(WORK REQUIRED) Transcribe the following entries word for word. End with the line where "The image size is (532, 399)." appears.

(DATA PROVIDED)
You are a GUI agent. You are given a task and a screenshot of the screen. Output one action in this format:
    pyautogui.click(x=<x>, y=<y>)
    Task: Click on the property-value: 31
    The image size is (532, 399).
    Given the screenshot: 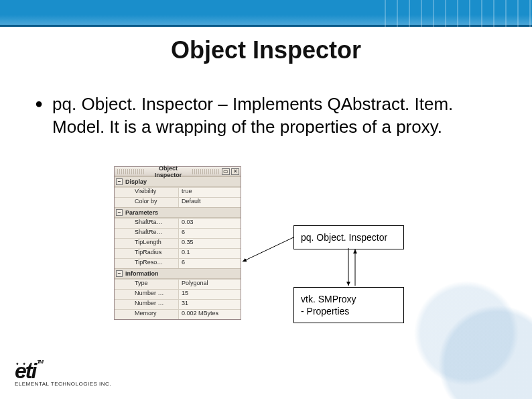 What is the action you would take?
    pyautogui.click(x=209, y=304)
    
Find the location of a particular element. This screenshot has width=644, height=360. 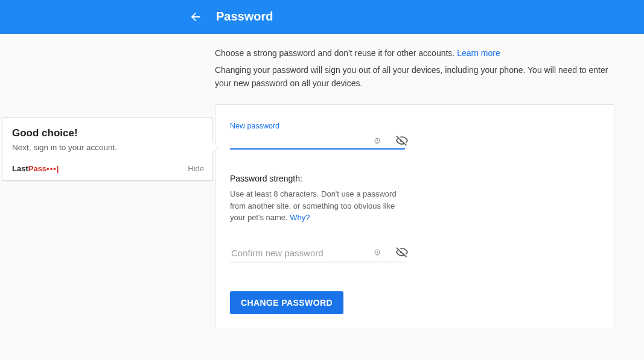

intro-text-1: Choose a strong password and don't reuse… is located at coordinates (415, 53).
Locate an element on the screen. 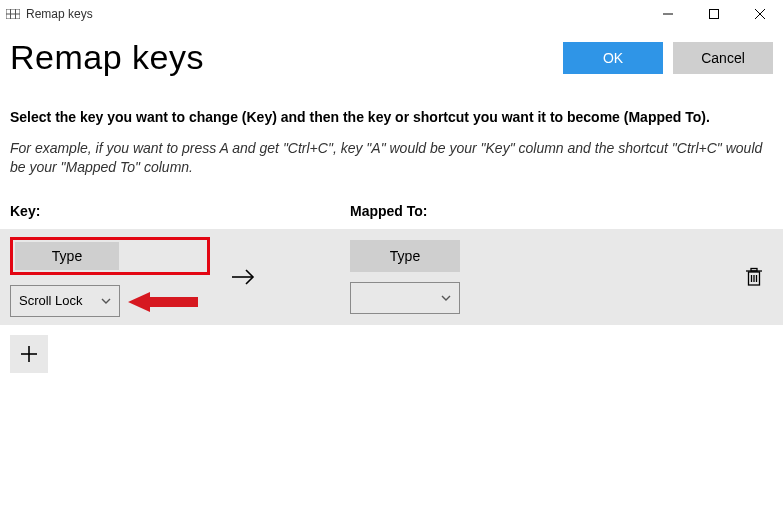  instruction-text: Select the key you want to change (Key) … is located at coordinates (392, 117).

(RESULT OF THE TASK)
You are a GUI agent. You are given a task and a screenshot of the screen. Output one action in this format:
    pyautogui.click(x=<x>, y=<y>)
    Task: Click on the property-value: 31
    The image size is (532, 399).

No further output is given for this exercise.